For our latest spotlight episode, host @jaydenrobinsonmedia caught up with Grammy-Award winner @MadisonCunningham about her highly anticipated third studio album Ace. Depending on the game, an Ace can be the highest or lowest card, zero or infinity. A breakup feels similar—one path crumbles, while all others remain infinitely possible. How do you write about heartbreak when you’re going through it?
Ace, Grammy award-winner Madison Cunningham’s third record for Verve Forecast, tracks every part of it: falling out of love, having your heart broken, and then falling in love again. It’s about betrayal and betraying yourself. It is a stunning record and some of Cunningham’s best songwriting to date. It showcases her at the height of her powers. Cunningham rose to fame as a songwriter and a guitarist. She’s collaborated as a guitarist and as a vocalist with countless artists: Lucy Dacus, Remi Wolf, Mumford & Sons, and Andrew Bird, among others. Her guitar is perhaps what she is best known for. On Ace, which Cunningham serves as co-producer, she wanted to ever so slightly move away from that notion. Sonically, the piano is in the foreground. And Cunningham’s piano playing here is beautiful. Look no further than opener “Shatter Into Form,” and how it unspools so gently into “Shore.”

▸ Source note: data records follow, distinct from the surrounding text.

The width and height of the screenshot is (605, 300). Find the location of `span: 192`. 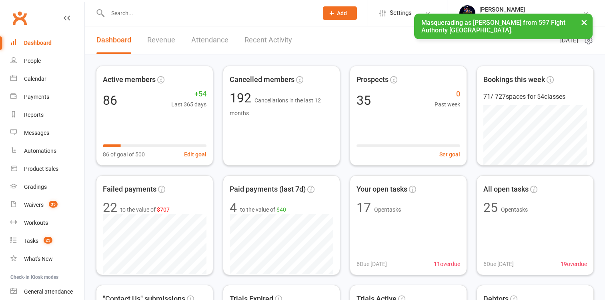

span: 192 is located at coordinates (242, 98).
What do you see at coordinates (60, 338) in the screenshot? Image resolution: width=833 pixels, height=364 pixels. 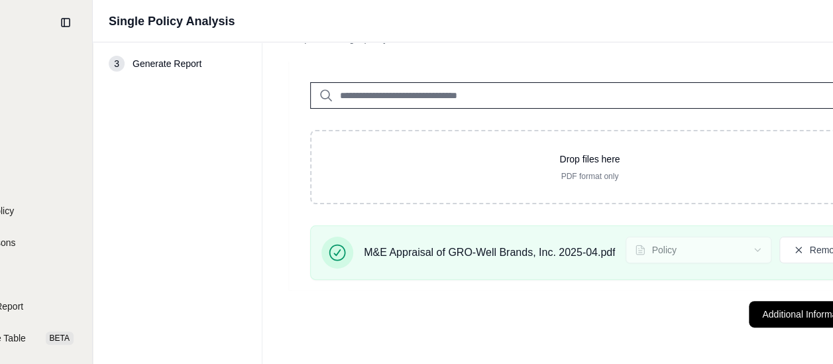 I see `span: BETA` at bounding box center [60, 338].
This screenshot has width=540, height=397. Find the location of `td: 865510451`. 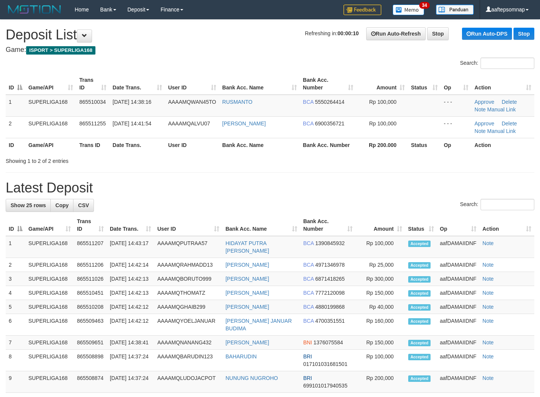

td: 865510451 is located at coordinates (90, 293).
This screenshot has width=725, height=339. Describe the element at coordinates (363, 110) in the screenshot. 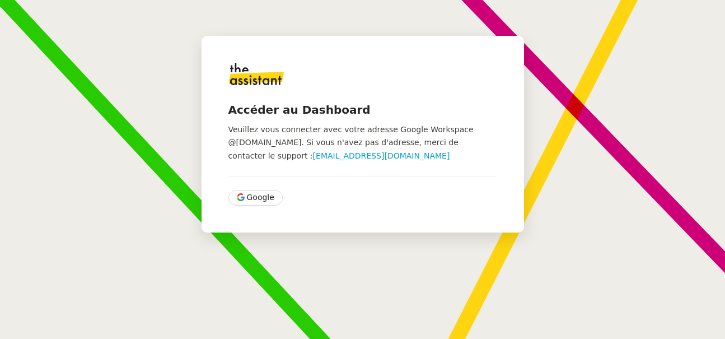

I see `h4: Accéder au Dashboard` at that location.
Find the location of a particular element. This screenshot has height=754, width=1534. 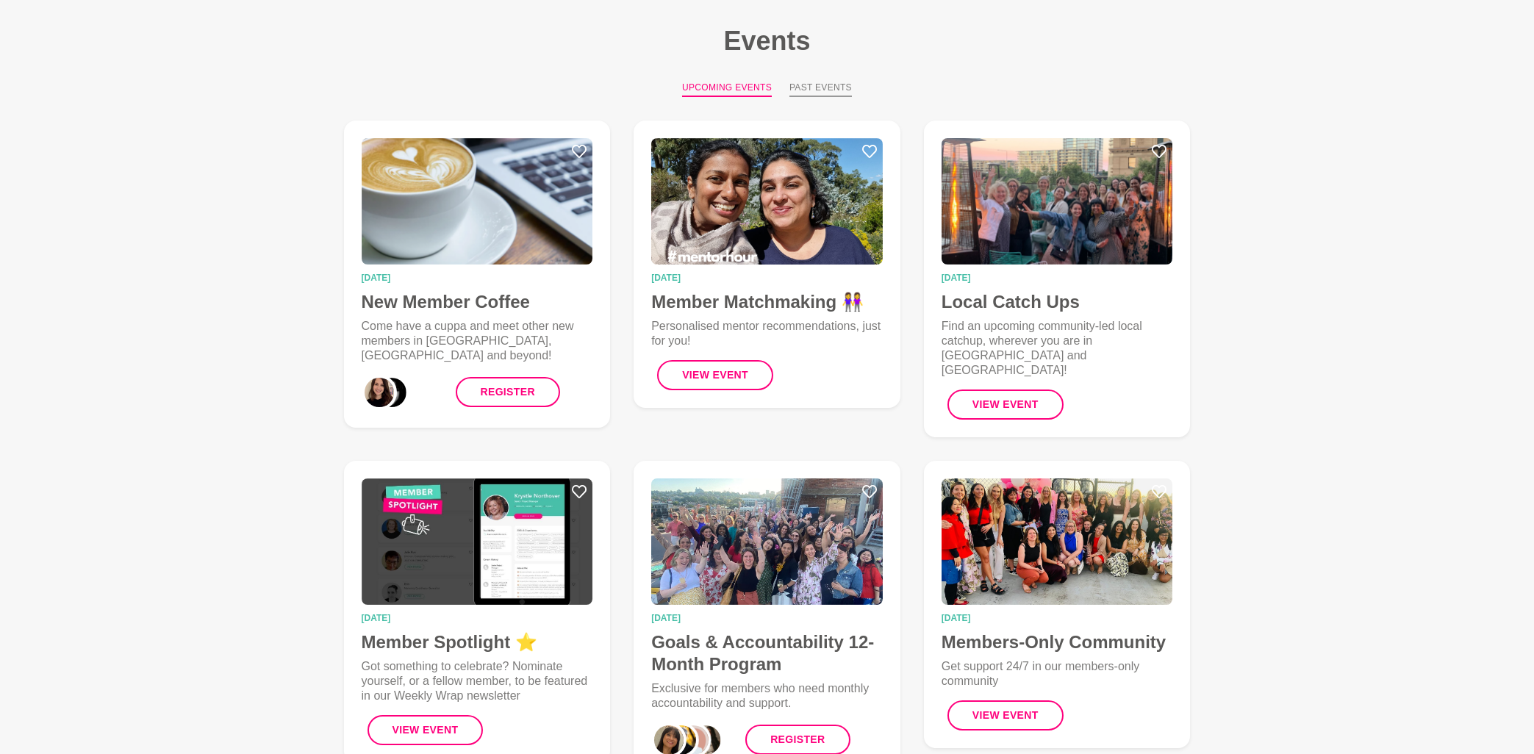

p: Got something to celebrate? Nominate yourself, or a fellow member, to be featured in our Weekly W... is located at coordinates (477, 681).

The piano here is soft and searching. It feels like swimming in the sea in August. Like looking out the window of a train in June. “Nervous girl / In the third person / How words escape her,” sings Cunningham. It’s a line that is as playful as it is reflective. All of it swirls together, creating a stunningly intimate portrait of a woman growing and rebuilding. The record also features a collaboration from Robin Pecknold of Fleet Foxes, who lends his vocals to “Wake.” Pecknold sings alongside Cunningham, as she plays intricate finger picked guitar. Her bandmates are musicians she has worked with for years, and they help sharpen her vision. They follow her lead with upright bass and stomps. It is wooly and warm. “Wake,” like the rest of Ace, is an ensemble effort, produced alongside Robbie Lackritz (Feist, Rilo Kiley, Bahamas, Peach Pit). “She’s a force of nature,” says Lackritz of their collaboration, “An unreal musical talent. When we worked, we would work all day.

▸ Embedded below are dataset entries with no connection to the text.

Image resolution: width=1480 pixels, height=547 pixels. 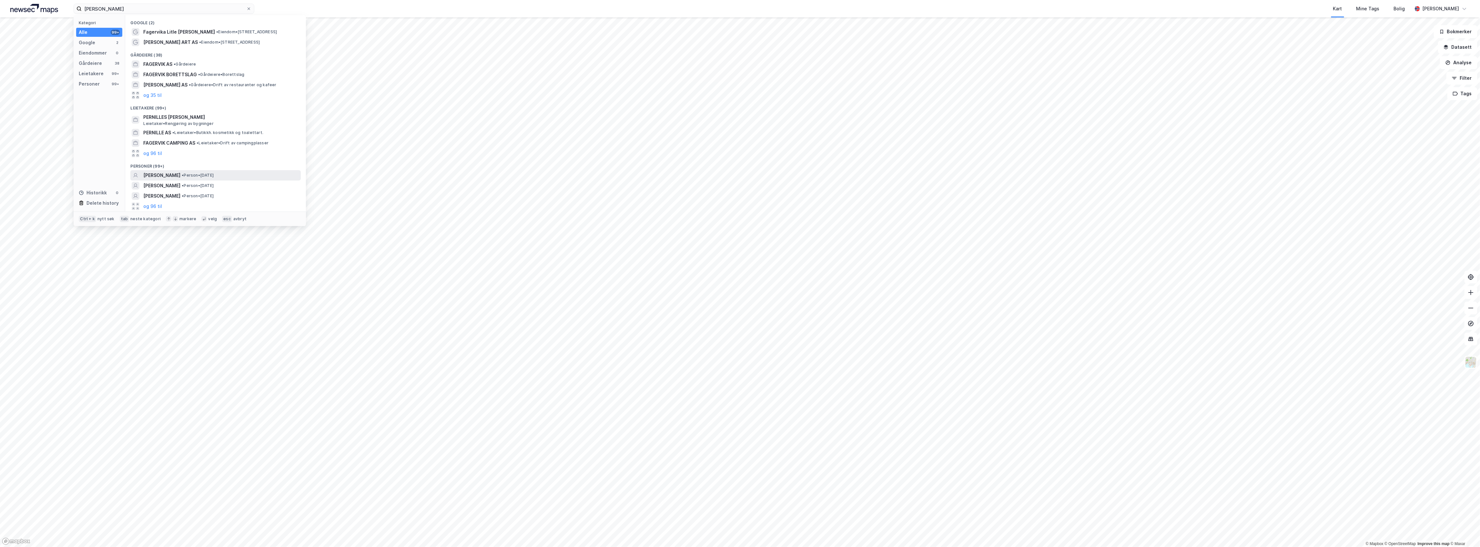 What do you see at coordinates (152, 95) in the screenshot?
I see `button: og 35 til` at bounding box center [152, 95].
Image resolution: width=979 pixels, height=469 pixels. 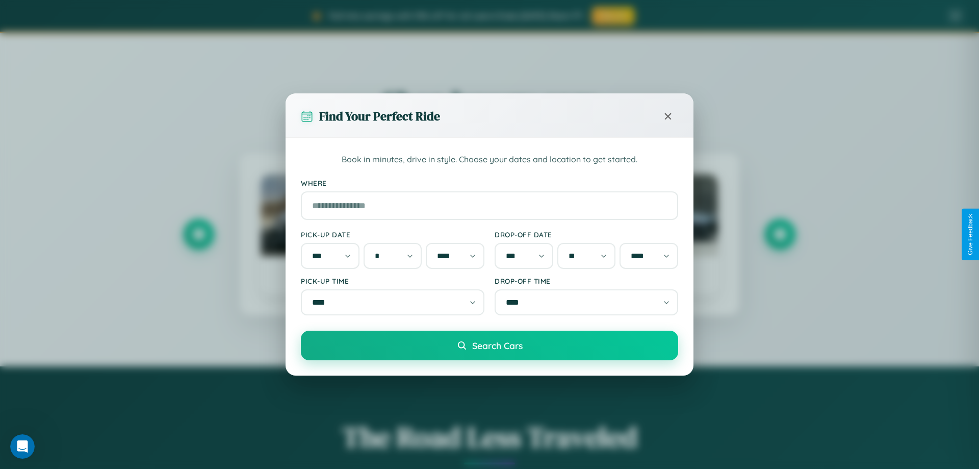 I want to click on span: Search Cars, so click(x=497, y=345).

We would start a song and finish it that evening. We fueled off of each other’s energy. It felt like a snowball of energy and creativity.” “I wanted it to feel like a mountain peak,” says Cunningham, “I wanted Ace to feel like a mountain we built together.” “Best of Us,” Ace’s final track, might be the summit. It is some of Cunningham’s most exciting writing, her most poetic wordplay. “The kingdom has fallen,” she sings, “two bedroom apartment / holding up the broken arm.” Ace is a record that feels alive and lush in all the ways Cunningham hoped for when she started writing. It is a record of mastery and honesty. Cunningham loves every single song on it. You can tell.